Wednesday, November 15, 2006

A Brave New World

Consumer Alert: Any humour in this article is of the computer-in-joke kind and therefore fundamentally unfunny to just about anyone with a life, even me. I include it to enable the reader to get a sense of the inertia that really good tech tedium can have.
Mrs Stevie does not appear in this story, except during a phone call I have edited out of it.

Well, I was (against all expectation) included in yet another meeting with the Linux installers (whom I now suspect to be highly dangerous, if quiet, psychopaths1 instead of peace-loving alternate-tech geeks) and it was all go.

A previous meeting with my boss had prompted me to ask how the whole thing was supposed to work, a move that has now gotten me identified as some sort of tech-terrorist due to the answers to that question.

The Linux bit is basically a couple of towers of high-powered servers connected to unimaginably large data stores. The primary purpose? To provide connectivity between people all over New York with the central mainframe computer (something we used to do with a few hundred Unix SVr4 computers and a few dozen hundred green screen dumb terminals). The Two Towers are essentially a load balanced fault tolerant auto failover solution. That means that of the x000 people working on "the computer" x/2 000 of them will be going courtesy of software running in one or other of the towers2, and that in the event of a problem, some of them will be swapped automagically into the other tower until the broken veeblefetzer gets fixed. It's all very modern and ann goode thinge.

The thing is, that the boss thought (due to being told that this was the case by a Linux installer) that this process would be "seamless".

It won't be for anyone wanting to do more than run a console application in one of the servers because the mediating terminal emulator software will take a stop and need to restart in its new digs. This will take about 4 - 10 minutes, the cost of booting a virtual Linux computer. Then comes the good bit

The connection to the mainframe computer requires certain addresses and session information be kept otherwise each attempt to talk to it would ask the comms manager at the mainframe for new connections every time (kinda like needing a cookie for those born after the web, or like needing a return address on a letter for those still denying computers exsist). To avoid this we keep the session identification credentials in a file and check for an existing open connection there (the mainframe comms manager cannot be queried for this data without opening yet another connection, and the total number of connections it can have is very large - about 50 times x000 - but finite and easily used up by poor programming practice). If we find a set of creds for the process, we use that connection.

After a move to the Tower Next Door, a process will not be able to do that, even if we replicate the credentials, because the Process ID is part of the data required and that changes when we move.
"No problem, we'll just open new connections" you say and you are spot on.

Unfortunately, the connections that are open can only be closed by timing out (about 5 - 10 minutes or so) or by being closed by a script.
"The script then!" you triumphantly howl, and that is how we do the job right now in our Pre-Linux lash-up.

Only thing is, if a server takes a stop, its IP address isn't available any more due to automagic. The mainframe connections can only be explicitly dropped from the same IP address they were opened with.
"Simple!" you indignantly yell. "Map the virtual IP addresses used by the fault toleration gubbins instead of the hard IP address of the server!"

A good plan. So far a room full of Unixgeex and Linux Quiet Psychopaths has failed to manage this feat. Not surprising since the application software was authored on papyrus.

1: The Linux world is apparently populated not, as I had been led to believe, by earnest yet gentle techies but by reputedly violently no-doubt deranged allegedly homicidal possibly mad persons as detailed here
2: Upon being asked what we should call the cabinets, my suggestion of "Minas Morgul" and "Minas Tirith" was duly, and dully, rejected. Phillistines! The computing world does not need another "Calvin and Hobbes" or "Nixon and Agnew", and despite the feelings of just about everyone else in the IT world these "jokes" do indeed get old.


Could you please retype all of the data below exactly?

[Data for processing — start]

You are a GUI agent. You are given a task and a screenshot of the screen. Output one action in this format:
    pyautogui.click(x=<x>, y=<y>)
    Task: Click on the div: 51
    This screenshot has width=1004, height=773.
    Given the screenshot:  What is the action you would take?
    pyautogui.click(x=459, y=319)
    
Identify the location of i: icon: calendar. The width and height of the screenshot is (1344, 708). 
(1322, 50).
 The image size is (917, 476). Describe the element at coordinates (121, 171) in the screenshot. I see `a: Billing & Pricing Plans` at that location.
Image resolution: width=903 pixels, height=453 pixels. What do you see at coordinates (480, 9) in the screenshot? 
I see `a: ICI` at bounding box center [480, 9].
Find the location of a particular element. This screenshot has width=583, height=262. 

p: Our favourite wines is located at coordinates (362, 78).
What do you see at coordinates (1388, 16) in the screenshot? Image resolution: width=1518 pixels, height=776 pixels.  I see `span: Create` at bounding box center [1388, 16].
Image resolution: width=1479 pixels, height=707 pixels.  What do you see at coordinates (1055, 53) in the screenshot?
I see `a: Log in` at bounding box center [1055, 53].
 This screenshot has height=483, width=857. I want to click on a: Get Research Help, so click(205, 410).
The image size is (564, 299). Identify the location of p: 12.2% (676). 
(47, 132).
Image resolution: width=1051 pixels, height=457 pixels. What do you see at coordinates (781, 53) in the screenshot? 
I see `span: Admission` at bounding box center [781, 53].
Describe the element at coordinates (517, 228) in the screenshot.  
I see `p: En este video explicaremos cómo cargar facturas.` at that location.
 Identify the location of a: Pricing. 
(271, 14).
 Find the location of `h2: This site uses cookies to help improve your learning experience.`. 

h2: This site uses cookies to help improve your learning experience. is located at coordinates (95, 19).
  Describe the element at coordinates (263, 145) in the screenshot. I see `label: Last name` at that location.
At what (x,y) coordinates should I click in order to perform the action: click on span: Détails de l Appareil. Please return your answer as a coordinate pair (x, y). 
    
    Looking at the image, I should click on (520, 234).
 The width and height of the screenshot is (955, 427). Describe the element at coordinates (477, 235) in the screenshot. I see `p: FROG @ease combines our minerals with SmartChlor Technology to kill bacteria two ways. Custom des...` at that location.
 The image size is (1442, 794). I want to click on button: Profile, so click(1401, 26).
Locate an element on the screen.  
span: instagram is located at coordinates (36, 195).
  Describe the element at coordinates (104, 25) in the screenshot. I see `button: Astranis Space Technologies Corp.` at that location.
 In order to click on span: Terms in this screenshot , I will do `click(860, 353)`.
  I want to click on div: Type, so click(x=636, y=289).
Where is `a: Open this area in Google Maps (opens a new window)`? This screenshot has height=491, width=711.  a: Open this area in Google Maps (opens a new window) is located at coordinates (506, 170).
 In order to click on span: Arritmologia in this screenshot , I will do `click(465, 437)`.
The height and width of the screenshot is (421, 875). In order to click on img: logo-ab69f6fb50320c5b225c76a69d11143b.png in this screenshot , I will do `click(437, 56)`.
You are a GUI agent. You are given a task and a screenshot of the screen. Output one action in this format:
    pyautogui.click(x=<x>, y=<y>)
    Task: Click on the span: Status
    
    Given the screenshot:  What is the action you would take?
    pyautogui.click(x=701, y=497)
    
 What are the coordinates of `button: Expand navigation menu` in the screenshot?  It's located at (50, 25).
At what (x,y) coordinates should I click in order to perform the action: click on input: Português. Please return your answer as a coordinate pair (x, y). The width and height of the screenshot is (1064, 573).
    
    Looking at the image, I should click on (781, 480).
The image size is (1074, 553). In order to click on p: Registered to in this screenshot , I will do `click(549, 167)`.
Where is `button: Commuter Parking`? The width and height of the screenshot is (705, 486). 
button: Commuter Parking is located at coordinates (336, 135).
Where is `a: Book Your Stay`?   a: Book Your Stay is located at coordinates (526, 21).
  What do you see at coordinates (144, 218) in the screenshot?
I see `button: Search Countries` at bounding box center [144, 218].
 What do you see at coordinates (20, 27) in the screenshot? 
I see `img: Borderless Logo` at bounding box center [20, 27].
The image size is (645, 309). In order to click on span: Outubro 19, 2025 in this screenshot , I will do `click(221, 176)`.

[Data for processing — finish]

* Answer box:
You are a GUI agent. You are given a task and a screenshot of the screen. Output one action in this format:
    pyautogui.click(x=<x>, y=<y>)
    Task: Click on the div: 51
    This screenshot has width=1004, height=773.
    Given the screenshot:  What is the action you would take?
    pyautogui.click(x=459, y=319)
    
Identify the location of i: icon: calendar. The width and height of the screenshot is (1344, 708). 
(1322, 50).
 The image size is (917, 476). Describe the element at coordinates (121, 171) in the screenshot. I see `a: Billing & Pricing Plans` at that location.
Image resolution: width=903 pixels, height=453 pixels. What do you see at coordinates (480, 9) in the screenshot? 
I see `a: ICI` at bounding box center [480, 9].
Find the location of a particular element. This screenshot has width=583, height=262. 

p: Our favourite wines is located at coordinates (362, 78).
What do you see at coordinates (1388, 16) in the screenshot? Image resolution: width=1518 pixels, height=776 pixels.  I see `span: Create` at bounding box center [1388, 16].
Image resolution: width=1479 pixels, height=707 pixels.  What do you see at coordinates (1055, 53) in the screenshot?
I see `a: Log in` at bounding box center [1055, 53].
 This screenshot has height=483, width=857. I want to click on a: Get Research Help, so click(205, 410).
The image size is (564, 299). Identify the location of p: 12.2% (676). 
(47, 132).
Image resolution: width=1051 pixels, height=457 pixels. What do you see at coordinates (781, 53) in the screenshot? 
I see `span: Admission` at bounding box center [781, 53].
Describe the element at coordinates (517, 228) in the screenshot.  
I see `p: En este video explicaremos cómo cargar facturas.` at that location.
 Identify the location of a: Pricing. 
(271, 14).
 Find the location of `h2: This site uses cookies to help improve your learning experience.`. 

h2: This site uses cookies to help improve your learning experience. is located at coordinates (95, 19).
  Describe the element at coordinates (263, 145) in the screenshot. I see `label: Last name` at that location.
At what (x,y) coordinates should I click in order to perform the action: click on span: Détails de l Appareil. Please return your answer as a coordinate pair (x, y). 
    
    Looking at the image, I should click on (520, 234).
 The width and height of the screenshot is (955, 427). Describe the element at coordinates (477, 235) in the screenshot. I see `p: FROG @ease combines our minerals with SmartChlor Technology to kill bacteria two ways. Custom des...` at that location.
 The image size is (1442, 794). I want to click on button: Profile, so click(1401, 26).
Locate an element on the screen.  
span: instagram is located at coordinates (36, 195).
  Describe the element at coordinates (104, 25) in the screenshot. I see `button: Astranis Space Technologies Corp.` at that location.
 In order to click on span: Terms in this screenshot , I will do `click(860, 353)`.
  I want to click on div: Type, so click(x=636, y=289).
Where is `a: Open this area in Google Maps (opens a new window)`? This screenshot has height=491, width=711.  a: Open this area in Google Maps (opens a new window) is located at coordinates (506, 170).
 In order to click on span: Arritmologia in this screenshot , I will do `click(465, 437)`.
The height and width of the screenshot is (421, 875). In order to click on img: logo-ab69f6fb50320c5b225c76a69d11143b.png in this screenshot , I will do `click(437, 56)`.
You are a GUI agent. You are given a task and a screenshot of the screen. Output one action in this format:
    pyautogui.click(x=<x>, y=<y>)
    Task: Click on the span: Status
    
    Given the screenshot:  What is the action you would take?
    pyautogui.click(x=701, y=497)
    
 What are the coordinates of `button: Expand navigation menu` in the screenshot?  It's located at (50, 25).
At what (x,y) coordinates should I click in order to perform the action: click on input: Português. Please return your answer as a coordinate pair (x, y). The width and height of the screenshot is (1064, 573).
    
    Looking at the image, I should click on (781, 480).
The image size is (1074, 553). In order to click on p: Registered to in this screenshot , I will do `click(549, 167)`.
Where is `button: Commuter Parking`? The width and height of the screenshot is (705, 486). 
button: Commuter Parking is located at coordinates (336, 135).
Where is `a: Book Your Stay`?   a: Book Your Stay is located at coordinates (526, 21).
  What do you see at coordinates (144, 218) in the screenshot?
I see `button: Search Countries` at bounding box center [144, 218].
 What do you see at coordinates (20, 27) in the screenshot? 
I see `img: Borderless Logo` at bounding box center [20, 27].
The image size is (645, 309). In order to click on span: Outubro 19, 2025 in this screenshot , I will do `click(221, 176)`.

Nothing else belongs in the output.